Shortly before the end of the war, Bevan was transferred to the HMAS Australia which had been damaged in action and was heading for England for a refit.

Before leaving Australia, Bevan's father gave him a letter of introduction to fellow Australian Bill Shankland, who had played with Bevan senior at Easts in the 1920s.

Shankland, who had played for Warrington in the 1933 and 1936 Challenge Cup finals at Wembley, was then the golf professional at the Temple Newsham Club, near Leeds.

As soon as Bevan got shore leave in England, he travelled to Temple Newsham and introduced himself.

Shankland took Bevan, who was now 21, for trials at Leeds and Hunslet, but neither club showed any interest.

Brian Bevan's Warrington debuts

He advised Bev to try his luck at Wilderspool and he got a run in Warrington's 'A' team as a trialist against Widnes A at Wilderspool on Saturday, November 10, 1945.

Warrington won 23-8 and Bevan astonished the small crowd with his pace.

A minute before the end of the game, he scored a brilliant try from halfway, beating four men on his way to the line.

Bevan made his first-team debut at home to Oldham seven days later in a 12-3 win and signed for Warrington the following day, November 18, 1945, but had to go back to Australia to be demobbed. He arrived back in Warrington in September 1946.

VIEW: 150 Brian Bevan pictures to mark his 100th birthday

His arrival was in time for the first round, second leg of the Lancashire Cup at home to Salford. Bevan scored the first of his 740 tries for the first team - by neatly side-stepping the Salford full back - and added the goal.

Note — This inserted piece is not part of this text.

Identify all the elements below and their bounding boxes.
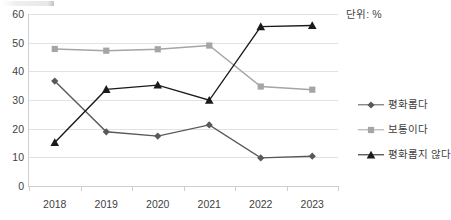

That match was the start of an incredible run in which Bevan played in 42 consecutive games until the end of the season and became the club's leading try scorer with 48 and goalkicker with 34.

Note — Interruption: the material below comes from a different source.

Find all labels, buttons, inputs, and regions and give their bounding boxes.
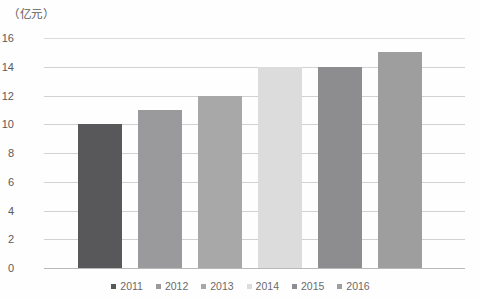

He also became the first Warrington player to top rugby league's try scorers' list and his 48 tries smashed the club's tries in a season record which stood at 36.

On leaving Wilderspool, Bevan joined Blackpool Borough as a coach in June 1962, before signing as a player for two seasons and scoring 17 tries.

At Halifax in 1964, at the age of 40, he played for Other Nationalities in an international sevens competition and won the trophy for 'Player of the Day'.

Bevan continued to thrill crowds at Testimonial games well into the 1970s.

He died in a Southport hospital at the age of 66 on Monday, June 3, 1991.